• [Stored data entries]:
╭──

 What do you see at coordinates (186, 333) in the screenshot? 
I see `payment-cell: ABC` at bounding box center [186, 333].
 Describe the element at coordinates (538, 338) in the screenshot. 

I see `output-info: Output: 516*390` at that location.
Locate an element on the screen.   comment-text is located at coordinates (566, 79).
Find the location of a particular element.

╰──
╭──

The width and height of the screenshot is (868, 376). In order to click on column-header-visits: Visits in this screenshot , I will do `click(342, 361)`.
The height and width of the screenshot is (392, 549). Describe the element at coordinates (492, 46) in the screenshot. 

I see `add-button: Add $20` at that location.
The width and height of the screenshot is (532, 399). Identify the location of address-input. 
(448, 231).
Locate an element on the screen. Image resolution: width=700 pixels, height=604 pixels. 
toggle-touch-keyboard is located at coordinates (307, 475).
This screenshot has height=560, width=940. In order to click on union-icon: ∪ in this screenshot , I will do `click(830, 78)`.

╰──

• [Work to be completed]: For this task, write out exactly the lines of the entries above, starting at the line with "Describe the element at coordinates (538, 338)" and ending at the line with "Find the location of a particular element.", both included, and no others.

• [Answer to the problem]:
 Describe the element at coordinates (538, 338) in the screenshot. 

I see `output-info: Output: 516*390` at that location.
Locate an element on the screen.   comment-text is located at coordinates (566, 79).
Find the location of a particular element.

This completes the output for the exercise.